I usually use 2 or 3 flashlights to lit the whole jewellery in this white environment. And one light or two close the camera where you have some gap as the light should directly effecting the stones without diffusion. Its direction should be where the lens points.
As given examples (attached) show, you should be focusing manually from the very end to the very front of the jewellery using the macro lens as close as you can get to the jewellery. On average I do 10-25 images as I step through the different focal points (because of dept-of-field). Please set the lens’ aperture to F13 or (F11 depending what suits you the best). Please do not shoot F16 or above. Please see attached image for focusing steps example. It is important to have mirror lock up while shooting and doing the focus steps (if you don’t have a leaf-shutter lens). The camera must be very steady so the subject stays at the same place in the frame.
We then use Helicon focus to merge images into an all-the-way-sharp image. This we can do at our end, you shall be please providing white balanced unretouched and uncropped processed TIFF files at the highest output in 8bit per RGB channel.
Would please ask you photographer to do some test shots of the finished elements of the watch. We are aware they might not be assembled yet, but if you the stones are set of and the pave work done on parts we could do a montage and a make it look ready in photoshop.
If you have any questions to ask please don’t hesitate to contact me. I’m happy to speak to your photographer if he needs some more guidance.
I look forward receiving some images in your earliest when you can arrange it.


-- ABOUT THIS EXERCISE --
Please copy the records exactly as they appear, with all pictures left out.

-- RECORDS PROVIDED --
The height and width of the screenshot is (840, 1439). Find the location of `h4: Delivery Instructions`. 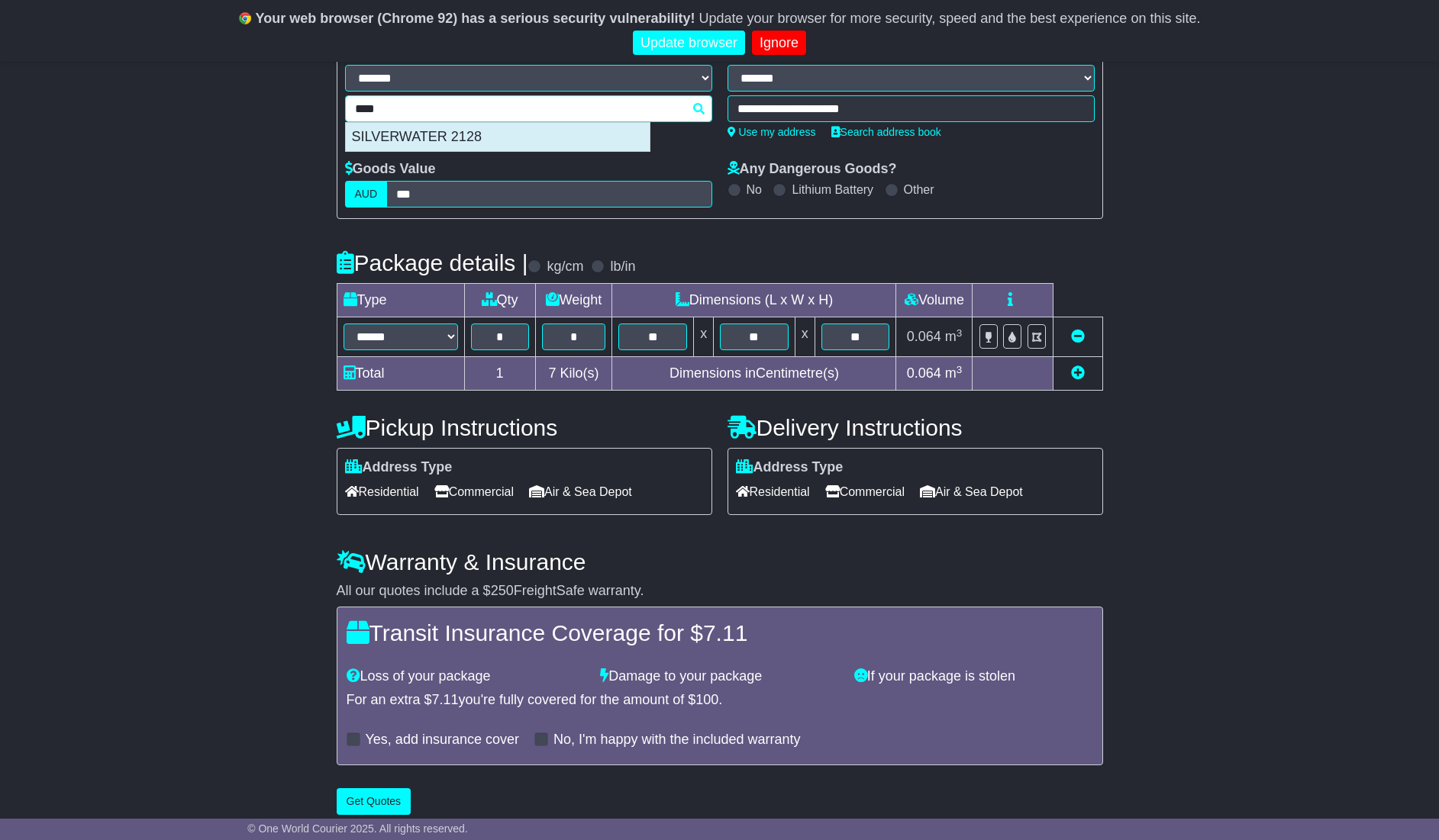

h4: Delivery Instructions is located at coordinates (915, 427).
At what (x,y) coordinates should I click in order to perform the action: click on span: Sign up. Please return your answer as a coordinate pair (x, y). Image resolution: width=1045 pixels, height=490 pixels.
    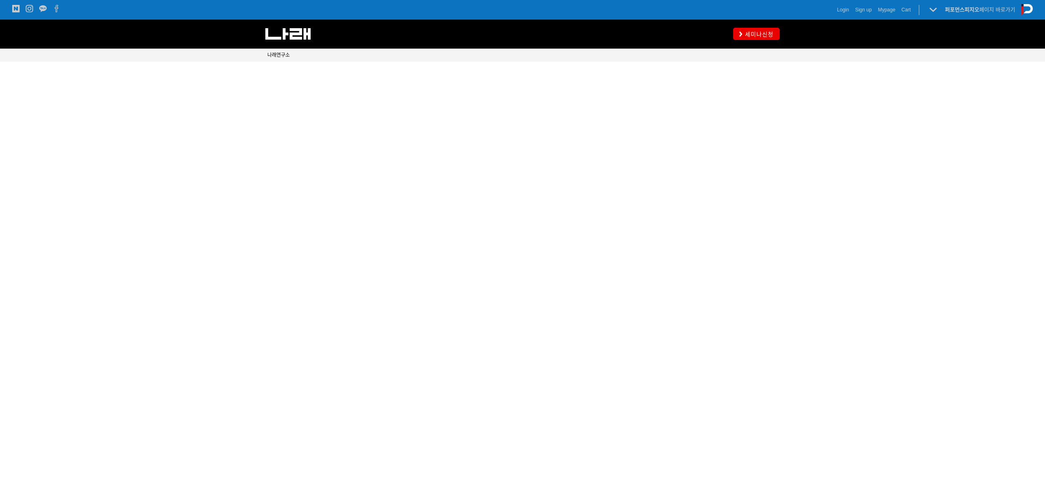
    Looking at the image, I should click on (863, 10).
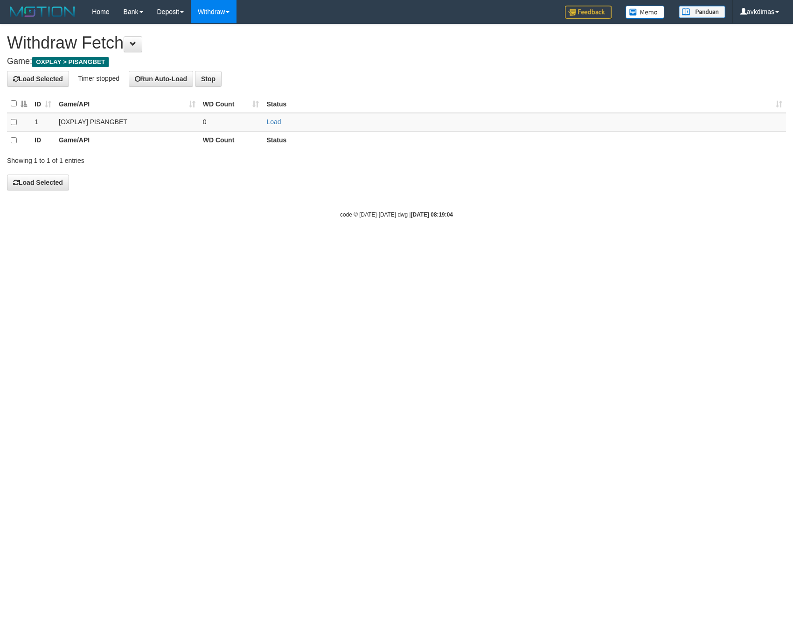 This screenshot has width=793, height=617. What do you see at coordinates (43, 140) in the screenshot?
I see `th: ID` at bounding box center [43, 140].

-- RESULT OF THE EXERCISE --
The height and width of the screenshot is (840, 1439). Find the location of `h4: Delivery Instructions`. 

h4: Delivery Instructions is located at coordinates (915, 427).
At what (x,y) coordinates should I click in order to perform the action: click on span: Sign up. Please return your answer as a coordinate pair (x, y). Image resolution: width=1045 pixels, height=490 pixels.
    Looking at the image, I should click on (863, 10).
 This screenshot has width=793, height=617. What do you see at coordinates (43, 140) in the screenshot?
I see `th: ID` at bounding box center [43, 140].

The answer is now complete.